Why Tufts?

Rabkwan Chaimattayompol, Art Education MAT student
Image of the top of a Tufts building with orange foliage in the frame

 

Moving on from undergrad is weird. One day, you’re balancing studio projects, late-night club meetings, and sitting in lecture halls, and the next, you’re walking across the stage wondering: Okay…What's next? What do I do with everything I’ve learned? And where do I even start?

Tufts didn’t let me stew in uncertainty for long. Every moment — even the ones I barely noticed at the time, like a casual conversation in a club — shaped how I make decisions about my future.

Tufts taught me how to learn in all kinds of spaces, how to engage in real conversations, and—maybe most importantly (actually, definitely importantly, since the day I matriculated and the dean called it our north star)—what it means to be an active participant: in friendships, in classrooms, and in the community.

I’ll never forget my first art class at SMFA. My high school had barely scraped the surface when it came to art, so walking through those studio doors felt like stepping into a whole new world. Progressive Proof: Color, a printmaking course, made me look at color in a way I never had before. For the first time, I actually knew how to use a studio. To this day I still remember the air, thick with oil, rubber, and ink. The shiny rollers stretched across long tables as students rolled slabs of fuchsia, blacks, blues, and whites. Watching everyone work, I thought: This is what it means to be an SMFA Tufts student—driven, focused, and dedicated to pushing art forward as a community.

That first class was just the beginning. Now, as an MAT student in Art Education, I’m back in those same studios, still making and still learning. But this time, I’m teaching. I’m not only able to share what I know with students who are new to art, but also learn from their cultures and identities through the artmaking we do together. Teaching in the art room continues to remold my understanding of what I create and why, but also what others create and why.

One of the most meaningful parts of grad school so far has been my MFA assistantship on weekends, helping kids engage with art at the galleries. It’s a thrilling experience because of how completely different gallery-based teaching is from the usual classroom set up. Much like that first printmaking class I took, this MFA work has pushed me out of my comfort zone and reminded me to stay open to learning in unexpected ways. At the MFA, I get to take everything I learned in the studio like giving and receiving critiques, the basics of observational drawing and sculpture, and putting it into a space where kids can explore, experiment, and ask questions without the fear of judgement.

I chose Tufts for both undergrad and grad school because Tufts teaches you how to be part of something bigger than yourself. When you’re in those classrooms, you learn how to create fearlessly, contribute without waiting to be asked, and ask questions that matter. Someday, I hope to build a classroom that feels like Tufts: a place where learning is meaningful, where students can speak through their art, and where art can actually do something in the world. After all, if art doesn’t make us feel something, what’s the point?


## Work request
The entries are to be returned exactly, with images left out.

____ Supplied records

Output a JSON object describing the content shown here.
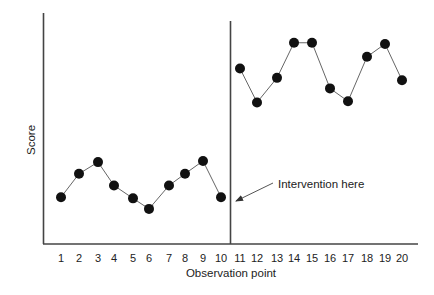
{
  "chart_data": {
    "type": "line",
    "title": "",
    "xlabel": "Observation point",
    "ylabel": "Score",
    "x": [
      1,
      2,
      3,
      4,
      5,
      6,
      7,
      8,
      9,
      10,
      11,
      12,
      13,
      14,
      15,
      16,
      17,
      18,
      19,
      20
    ],
    "tick_labels": [
      "1",
      "2",
      "3",
      "4",
      "5",
      "6",
      "7",
      "8",
      "9",
      "10",
      "11",
      "12",
      "13",
      "14",
      "15",
      "16",
      "17",
      "18",
      "19",
      "20"
    ],
    "series": [
      {
        "name": "Score",
        "values": [
          4.0,
          6.0,
          7.0,
          5.0,
          3.9,
          3.0,
          5.0,
          6.0,
          7.1,
          4.0,
          15.0,
          12.1,
          14.2,
          17.2,
          17.2,
          13.3,
          12.2,
          16.0,
          17.1,
          14.0
        ]
      }
    ],
    "ylim": [
      0,
      20
    ],
    "y_ticks_shown": false,
    "grid": false,
    "legend": null,
    "phase_line": {
      "between": [
        10,
        11
      ],
      "label": "Intervention here"
    },
    "annotations": [
      {
        "text": "Intervention here",
        "points_to": "phase change line between observation 10 and 11"
      }
    ]
  },
  "labels": {
    "xlabel": "Observation point",
    "ylabel": "Score",
    "annotation": "Intervention here"
  }
}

________

## Final answer
Output a JSON object describing the content shown here.
{
  "chart_data": {
    "type": "line",
    "title": "",
    "xlabel": "Observation point",
    "ylabel": "Score",
    "x": [
      1,
      2,
      3,
      4,
      5,
      6,
      7,
      8,
      9,
      10,
      11,
      12,
      13,
      14,
      15,
      16,
      17,
      18,
      19,
      20
    ],
    "tick_labels": [
      "1",
      "2",
      "3",
      "4",
      "5",
      "6",
      "7",
      "8",
      "9",
      "10",
      "11",
      "12",
      "13",
      "14",
      "15",
      "16",
      "17",
      "18",
      "19",
      "20"
    ],
    "series": [
      {
        "name": "Score",
        "values": [
          4.0,
          6.0,
          7.0,
          5.0,
          3.9,
          3.0,
          5.0,
          6.0,
          7.1,
          4.0,
          15.0,
          12.1,
          14.2,
          17.2,
          17.2,
          13.3,
          12.2,
          16.0,
          17.1,
          14.0
        ]
      }
    ],
    "ylim": [
      0,
      20
    ],
    "y_ticks_shown": false,
    "grid": false,
    "legend": null,
    "phase_line": {
      "between": [
        10,
        11
      ],
      "label": "Intervention here"
    },
    "annotations": [
      {
        "text": "Intervention here",
        "points_to": "phase change line between observation 10 and 11"
      }
    ]
  },
  "labels": {
    "xlabel": "Observation point",
    "ylabel": "Score",
    "annotation": "Intervention here"
  }
}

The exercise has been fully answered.